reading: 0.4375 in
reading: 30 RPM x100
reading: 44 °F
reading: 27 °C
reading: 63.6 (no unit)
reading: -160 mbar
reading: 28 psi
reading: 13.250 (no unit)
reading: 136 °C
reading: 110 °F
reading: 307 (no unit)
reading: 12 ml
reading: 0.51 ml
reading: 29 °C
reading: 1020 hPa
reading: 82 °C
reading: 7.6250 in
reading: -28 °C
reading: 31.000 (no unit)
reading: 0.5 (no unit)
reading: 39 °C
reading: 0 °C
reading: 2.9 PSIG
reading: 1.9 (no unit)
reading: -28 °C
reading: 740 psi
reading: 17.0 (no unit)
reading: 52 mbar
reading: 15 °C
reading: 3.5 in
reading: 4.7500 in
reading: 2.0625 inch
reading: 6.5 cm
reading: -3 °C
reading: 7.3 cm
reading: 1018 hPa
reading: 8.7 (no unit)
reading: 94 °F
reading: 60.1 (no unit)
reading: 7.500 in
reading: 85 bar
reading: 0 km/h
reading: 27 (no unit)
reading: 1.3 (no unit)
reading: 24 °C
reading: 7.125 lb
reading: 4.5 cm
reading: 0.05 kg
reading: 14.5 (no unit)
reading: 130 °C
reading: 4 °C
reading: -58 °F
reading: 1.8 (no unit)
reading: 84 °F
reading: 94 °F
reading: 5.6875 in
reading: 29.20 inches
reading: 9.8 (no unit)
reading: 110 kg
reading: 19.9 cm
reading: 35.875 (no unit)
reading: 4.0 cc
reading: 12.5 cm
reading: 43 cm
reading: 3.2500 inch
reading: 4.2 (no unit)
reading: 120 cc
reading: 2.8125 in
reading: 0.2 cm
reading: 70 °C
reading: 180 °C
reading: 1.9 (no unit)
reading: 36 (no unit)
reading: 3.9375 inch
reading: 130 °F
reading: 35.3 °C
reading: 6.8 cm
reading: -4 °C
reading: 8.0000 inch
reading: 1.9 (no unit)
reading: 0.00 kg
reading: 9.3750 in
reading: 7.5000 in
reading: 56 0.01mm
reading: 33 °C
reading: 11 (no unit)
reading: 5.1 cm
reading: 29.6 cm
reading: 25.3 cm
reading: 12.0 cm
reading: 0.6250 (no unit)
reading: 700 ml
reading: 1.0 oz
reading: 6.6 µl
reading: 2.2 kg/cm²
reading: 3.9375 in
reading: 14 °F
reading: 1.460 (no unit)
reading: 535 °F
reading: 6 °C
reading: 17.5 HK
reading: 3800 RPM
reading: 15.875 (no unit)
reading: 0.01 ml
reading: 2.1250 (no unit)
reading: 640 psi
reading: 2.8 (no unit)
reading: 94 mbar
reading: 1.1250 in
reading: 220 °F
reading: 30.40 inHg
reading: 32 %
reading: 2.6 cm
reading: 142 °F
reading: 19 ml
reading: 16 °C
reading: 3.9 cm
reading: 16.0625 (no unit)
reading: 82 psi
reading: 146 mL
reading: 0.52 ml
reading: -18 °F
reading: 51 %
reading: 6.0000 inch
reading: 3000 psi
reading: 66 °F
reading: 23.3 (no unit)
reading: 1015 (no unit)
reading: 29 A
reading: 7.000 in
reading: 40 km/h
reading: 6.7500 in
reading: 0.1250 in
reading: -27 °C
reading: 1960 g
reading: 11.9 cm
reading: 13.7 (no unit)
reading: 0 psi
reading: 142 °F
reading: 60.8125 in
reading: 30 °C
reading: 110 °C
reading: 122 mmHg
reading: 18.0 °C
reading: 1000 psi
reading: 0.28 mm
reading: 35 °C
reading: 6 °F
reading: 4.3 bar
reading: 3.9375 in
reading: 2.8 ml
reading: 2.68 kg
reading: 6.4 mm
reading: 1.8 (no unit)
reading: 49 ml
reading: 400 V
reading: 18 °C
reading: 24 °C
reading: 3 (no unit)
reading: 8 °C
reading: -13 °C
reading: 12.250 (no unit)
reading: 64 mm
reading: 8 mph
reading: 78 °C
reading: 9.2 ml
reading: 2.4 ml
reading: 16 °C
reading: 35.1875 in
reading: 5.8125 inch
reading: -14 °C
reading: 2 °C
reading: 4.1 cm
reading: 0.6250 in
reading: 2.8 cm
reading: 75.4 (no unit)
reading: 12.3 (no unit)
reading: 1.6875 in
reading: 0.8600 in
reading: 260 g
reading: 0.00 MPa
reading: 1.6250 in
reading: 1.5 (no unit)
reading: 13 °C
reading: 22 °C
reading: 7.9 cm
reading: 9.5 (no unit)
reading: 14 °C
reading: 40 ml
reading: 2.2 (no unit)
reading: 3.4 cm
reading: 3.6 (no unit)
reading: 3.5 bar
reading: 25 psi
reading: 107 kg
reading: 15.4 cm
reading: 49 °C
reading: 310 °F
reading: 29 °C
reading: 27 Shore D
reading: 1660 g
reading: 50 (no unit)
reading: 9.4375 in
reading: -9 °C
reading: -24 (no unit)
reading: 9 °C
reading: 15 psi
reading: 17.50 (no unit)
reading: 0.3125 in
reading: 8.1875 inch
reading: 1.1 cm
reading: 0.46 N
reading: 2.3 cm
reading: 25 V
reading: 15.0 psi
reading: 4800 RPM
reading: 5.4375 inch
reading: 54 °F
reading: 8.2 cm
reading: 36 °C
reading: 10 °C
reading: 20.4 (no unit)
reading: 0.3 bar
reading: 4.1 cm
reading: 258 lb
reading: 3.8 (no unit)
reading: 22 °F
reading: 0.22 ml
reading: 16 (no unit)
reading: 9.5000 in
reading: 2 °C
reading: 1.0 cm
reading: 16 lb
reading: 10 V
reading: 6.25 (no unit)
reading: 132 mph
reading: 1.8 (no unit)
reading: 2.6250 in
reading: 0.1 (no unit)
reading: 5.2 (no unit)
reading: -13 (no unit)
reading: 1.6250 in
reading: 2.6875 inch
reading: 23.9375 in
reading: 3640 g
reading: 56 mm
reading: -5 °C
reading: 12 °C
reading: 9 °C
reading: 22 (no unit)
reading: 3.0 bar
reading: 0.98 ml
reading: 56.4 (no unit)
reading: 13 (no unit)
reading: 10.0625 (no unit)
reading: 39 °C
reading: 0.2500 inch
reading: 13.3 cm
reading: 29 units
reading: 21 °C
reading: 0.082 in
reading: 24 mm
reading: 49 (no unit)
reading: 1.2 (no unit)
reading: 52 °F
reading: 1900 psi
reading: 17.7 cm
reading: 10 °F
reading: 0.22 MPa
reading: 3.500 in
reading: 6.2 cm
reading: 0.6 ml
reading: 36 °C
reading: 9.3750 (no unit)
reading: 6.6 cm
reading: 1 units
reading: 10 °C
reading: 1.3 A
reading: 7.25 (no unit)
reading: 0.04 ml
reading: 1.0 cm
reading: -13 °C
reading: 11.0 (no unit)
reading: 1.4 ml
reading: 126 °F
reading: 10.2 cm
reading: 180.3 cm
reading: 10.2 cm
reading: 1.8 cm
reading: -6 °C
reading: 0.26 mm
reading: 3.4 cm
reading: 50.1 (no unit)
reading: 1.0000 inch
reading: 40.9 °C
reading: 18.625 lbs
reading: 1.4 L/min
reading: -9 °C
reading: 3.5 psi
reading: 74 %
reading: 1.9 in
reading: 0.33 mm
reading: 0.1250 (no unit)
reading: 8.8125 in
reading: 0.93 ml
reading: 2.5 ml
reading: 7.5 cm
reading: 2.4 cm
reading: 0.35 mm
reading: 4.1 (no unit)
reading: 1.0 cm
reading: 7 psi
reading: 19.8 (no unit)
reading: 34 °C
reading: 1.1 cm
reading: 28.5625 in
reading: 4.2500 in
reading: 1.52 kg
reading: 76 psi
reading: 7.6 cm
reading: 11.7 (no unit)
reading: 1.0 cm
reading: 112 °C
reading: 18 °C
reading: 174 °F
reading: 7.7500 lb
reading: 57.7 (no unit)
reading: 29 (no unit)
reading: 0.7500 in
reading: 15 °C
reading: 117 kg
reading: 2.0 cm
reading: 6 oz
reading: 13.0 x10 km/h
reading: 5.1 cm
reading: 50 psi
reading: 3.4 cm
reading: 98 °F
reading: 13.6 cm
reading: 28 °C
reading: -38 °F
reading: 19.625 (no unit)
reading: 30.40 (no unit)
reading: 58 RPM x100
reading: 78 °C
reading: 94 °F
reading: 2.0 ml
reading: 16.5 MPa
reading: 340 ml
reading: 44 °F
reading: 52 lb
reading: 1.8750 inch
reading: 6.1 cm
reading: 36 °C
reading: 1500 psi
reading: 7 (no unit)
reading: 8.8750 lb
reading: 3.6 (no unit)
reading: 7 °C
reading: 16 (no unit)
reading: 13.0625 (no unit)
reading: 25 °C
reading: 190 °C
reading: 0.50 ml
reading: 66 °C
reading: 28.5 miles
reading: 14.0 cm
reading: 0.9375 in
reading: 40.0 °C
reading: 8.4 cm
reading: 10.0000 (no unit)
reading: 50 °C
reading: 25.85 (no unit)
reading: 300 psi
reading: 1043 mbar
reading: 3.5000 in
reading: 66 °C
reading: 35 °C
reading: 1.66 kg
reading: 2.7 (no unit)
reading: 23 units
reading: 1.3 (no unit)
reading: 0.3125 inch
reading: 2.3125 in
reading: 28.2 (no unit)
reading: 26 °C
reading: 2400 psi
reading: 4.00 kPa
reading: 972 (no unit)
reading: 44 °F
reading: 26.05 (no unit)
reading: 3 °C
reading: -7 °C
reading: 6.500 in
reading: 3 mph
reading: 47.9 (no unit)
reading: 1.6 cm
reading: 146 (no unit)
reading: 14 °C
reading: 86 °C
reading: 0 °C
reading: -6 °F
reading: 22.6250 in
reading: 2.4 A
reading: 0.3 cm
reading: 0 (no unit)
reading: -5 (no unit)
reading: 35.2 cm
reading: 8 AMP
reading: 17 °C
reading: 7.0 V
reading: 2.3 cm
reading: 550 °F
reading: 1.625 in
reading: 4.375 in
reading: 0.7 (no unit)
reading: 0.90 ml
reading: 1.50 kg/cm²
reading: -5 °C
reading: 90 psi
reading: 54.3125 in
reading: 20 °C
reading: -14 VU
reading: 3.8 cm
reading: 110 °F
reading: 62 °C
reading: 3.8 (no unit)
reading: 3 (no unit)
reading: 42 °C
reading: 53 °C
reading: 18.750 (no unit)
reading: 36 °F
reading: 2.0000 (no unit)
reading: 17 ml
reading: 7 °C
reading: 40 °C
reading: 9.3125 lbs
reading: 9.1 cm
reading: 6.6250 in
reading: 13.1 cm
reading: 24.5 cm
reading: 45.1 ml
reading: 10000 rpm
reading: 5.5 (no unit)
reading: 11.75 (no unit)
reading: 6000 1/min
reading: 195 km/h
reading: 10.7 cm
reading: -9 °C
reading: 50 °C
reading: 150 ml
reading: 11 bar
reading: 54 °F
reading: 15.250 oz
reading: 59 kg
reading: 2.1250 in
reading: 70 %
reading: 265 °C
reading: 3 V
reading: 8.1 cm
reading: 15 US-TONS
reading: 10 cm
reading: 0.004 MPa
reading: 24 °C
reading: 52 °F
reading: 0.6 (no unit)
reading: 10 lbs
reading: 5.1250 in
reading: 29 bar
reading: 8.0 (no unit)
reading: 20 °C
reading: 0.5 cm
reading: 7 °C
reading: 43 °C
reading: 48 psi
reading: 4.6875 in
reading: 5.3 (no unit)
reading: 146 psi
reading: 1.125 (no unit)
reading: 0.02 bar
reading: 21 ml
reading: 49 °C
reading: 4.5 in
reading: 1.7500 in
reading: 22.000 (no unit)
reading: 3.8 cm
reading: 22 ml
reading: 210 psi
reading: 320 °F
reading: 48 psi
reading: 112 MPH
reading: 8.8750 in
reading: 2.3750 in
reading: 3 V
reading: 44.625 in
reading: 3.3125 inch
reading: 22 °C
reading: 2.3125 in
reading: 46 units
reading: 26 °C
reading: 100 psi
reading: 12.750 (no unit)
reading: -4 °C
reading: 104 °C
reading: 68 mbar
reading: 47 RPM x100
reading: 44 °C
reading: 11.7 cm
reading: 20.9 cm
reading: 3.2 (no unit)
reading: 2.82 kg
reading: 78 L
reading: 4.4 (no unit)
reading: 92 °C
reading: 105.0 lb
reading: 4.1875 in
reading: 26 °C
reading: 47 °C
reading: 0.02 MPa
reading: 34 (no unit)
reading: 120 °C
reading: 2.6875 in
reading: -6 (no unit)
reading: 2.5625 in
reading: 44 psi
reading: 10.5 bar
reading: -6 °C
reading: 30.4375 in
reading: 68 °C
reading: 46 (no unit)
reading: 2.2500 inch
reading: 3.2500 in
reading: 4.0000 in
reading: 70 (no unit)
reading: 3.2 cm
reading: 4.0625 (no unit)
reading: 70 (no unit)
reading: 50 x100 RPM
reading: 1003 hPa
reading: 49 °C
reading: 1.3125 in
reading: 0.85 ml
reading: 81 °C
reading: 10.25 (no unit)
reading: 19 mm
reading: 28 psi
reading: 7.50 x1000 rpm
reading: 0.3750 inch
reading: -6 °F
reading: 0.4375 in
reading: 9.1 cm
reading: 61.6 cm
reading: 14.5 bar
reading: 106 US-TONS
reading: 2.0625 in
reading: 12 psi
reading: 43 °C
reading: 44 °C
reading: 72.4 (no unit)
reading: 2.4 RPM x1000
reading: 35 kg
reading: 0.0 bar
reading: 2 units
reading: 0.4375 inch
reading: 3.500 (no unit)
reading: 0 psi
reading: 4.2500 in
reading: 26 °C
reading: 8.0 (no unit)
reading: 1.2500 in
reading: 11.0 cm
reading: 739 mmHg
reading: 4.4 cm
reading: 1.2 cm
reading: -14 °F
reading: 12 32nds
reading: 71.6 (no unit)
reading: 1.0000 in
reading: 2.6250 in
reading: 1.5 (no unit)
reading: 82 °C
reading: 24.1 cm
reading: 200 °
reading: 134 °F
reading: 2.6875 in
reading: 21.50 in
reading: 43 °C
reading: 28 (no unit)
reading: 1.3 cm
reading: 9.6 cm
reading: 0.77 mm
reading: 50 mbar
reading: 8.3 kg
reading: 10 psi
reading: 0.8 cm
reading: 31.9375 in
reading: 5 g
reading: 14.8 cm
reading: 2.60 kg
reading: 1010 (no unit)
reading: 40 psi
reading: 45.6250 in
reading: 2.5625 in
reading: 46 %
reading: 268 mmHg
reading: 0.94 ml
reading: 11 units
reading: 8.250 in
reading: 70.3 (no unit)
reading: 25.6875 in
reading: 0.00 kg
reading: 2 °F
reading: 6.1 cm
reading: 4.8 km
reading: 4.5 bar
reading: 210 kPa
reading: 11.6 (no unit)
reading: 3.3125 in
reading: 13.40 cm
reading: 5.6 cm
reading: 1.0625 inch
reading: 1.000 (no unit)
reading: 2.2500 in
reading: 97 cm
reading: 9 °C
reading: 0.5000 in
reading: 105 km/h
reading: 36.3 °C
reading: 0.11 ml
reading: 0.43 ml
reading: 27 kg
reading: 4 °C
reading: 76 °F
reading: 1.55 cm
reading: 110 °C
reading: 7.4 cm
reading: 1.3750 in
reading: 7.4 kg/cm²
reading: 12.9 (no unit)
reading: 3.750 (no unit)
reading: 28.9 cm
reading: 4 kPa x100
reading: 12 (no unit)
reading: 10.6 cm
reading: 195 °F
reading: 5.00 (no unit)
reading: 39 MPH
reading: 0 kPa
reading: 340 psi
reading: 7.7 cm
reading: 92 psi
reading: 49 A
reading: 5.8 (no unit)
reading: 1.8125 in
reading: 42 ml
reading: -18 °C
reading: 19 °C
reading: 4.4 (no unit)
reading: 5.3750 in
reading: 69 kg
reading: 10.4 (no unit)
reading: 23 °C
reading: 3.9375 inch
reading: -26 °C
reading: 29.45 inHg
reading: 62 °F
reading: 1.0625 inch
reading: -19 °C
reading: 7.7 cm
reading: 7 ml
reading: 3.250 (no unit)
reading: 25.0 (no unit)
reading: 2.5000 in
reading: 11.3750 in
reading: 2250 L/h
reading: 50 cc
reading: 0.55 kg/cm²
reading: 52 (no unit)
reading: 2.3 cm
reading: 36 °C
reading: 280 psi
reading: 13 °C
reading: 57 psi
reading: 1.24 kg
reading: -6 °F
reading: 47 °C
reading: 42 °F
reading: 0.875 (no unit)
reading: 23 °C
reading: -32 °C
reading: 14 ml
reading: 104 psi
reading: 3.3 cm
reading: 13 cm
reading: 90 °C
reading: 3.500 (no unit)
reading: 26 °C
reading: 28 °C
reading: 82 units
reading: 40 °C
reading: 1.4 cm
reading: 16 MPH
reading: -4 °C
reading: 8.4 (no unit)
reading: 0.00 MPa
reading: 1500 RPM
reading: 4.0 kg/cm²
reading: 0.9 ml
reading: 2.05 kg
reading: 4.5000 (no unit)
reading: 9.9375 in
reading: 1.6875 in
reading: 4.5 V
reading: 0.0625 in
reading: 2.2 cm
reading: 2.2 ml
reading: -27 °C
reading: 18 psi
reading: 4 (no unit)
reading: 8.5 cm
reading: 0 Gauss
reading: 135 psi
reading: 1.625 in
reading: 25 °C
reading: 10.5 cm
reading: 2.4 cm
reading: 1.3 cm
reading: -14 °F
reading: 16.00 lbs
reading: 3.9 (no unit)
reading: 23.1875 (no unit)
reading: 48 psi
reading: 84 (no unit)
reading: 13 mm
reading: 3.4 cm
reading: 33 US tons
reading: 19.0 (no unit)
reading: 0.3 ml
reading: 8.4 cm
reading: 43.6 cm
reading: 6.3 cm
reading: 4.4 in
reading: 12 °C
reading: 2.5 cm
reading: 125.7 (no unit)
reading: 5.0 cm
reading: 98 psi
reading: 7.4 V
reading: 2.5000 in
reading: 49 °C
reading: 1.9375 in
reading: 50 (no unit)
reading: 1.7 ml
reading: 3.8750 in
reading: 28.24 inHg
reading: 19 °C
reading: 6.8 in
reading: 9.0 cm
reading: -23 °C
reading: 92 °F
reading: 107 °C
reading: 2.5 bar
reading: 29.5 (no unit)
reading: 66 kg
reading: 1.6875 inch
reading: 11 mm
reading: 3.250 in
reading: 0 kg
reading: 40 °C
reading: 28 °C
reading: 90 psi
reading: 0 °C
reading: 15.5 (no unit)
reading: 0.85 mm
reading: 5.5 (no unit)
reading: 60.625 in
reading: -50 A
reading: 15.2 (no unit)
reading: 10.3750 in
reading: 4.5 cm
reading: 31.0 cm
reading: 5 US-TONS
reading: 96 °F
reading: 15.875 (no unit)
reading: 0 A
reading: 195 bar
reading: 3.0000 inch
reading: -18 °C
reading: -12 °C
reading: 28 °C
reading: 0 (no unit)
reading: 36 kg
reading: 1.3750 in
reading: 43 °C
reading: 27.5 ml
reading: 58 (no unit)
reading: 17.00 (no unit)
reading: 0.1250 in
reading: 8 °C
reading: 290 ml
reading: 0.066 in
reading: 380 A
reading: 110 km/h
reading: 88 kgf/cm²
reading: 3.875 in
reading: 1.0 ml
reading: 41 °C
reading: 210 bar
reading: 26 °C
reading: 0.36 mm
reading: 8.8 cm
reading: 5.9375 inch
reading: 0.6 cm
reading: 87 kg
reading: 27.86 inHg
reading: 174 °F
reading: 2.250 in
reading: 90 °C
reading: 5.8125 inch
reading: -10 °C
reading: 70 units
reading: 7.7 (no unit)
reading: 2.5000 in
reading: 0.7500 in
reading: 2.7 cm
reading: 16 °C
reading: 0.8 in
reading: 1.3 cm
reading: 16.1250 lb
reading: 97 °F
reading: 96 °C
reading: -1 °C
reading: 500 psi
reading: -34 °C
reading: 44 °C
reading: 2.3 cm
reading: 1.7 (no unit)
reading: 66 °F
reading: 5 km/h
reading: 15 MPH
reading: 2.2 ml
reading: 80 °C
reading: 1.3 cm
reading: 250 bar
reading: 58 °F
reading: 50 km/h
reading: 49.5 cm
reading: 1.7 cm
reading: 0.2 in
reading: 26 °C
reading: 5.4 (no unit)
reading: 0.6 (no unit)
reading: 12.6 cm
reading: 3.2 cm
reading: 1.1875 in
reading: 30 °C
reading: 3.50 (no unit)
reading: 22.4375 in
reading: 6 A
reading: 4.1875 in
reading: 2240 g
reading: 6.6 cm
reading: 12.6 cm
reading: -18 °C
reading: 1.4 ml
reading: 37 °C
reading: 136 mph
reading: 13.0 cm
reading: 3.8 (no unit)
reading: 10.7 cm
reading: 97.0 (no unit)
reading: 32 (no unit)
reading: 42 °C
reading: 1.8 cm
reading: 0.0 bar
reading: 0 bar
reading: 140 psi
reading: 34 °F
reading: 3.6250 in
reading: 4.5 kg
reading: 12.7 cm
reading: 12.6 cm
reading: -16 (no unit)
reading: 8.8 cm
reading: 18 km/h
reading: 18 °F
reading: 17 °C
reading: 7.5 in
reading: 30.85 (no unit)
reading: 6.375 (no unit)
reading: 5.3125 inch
++++++
**Task statement**: Go through the listing above and copy each line where the string "mbar" appears.

**Answer**:
reading: -160 mbar
reading: 52 mbar
reading: 94 mbar
reading: 1043 mbar
reading: 68 mbar
reading: 50 mbar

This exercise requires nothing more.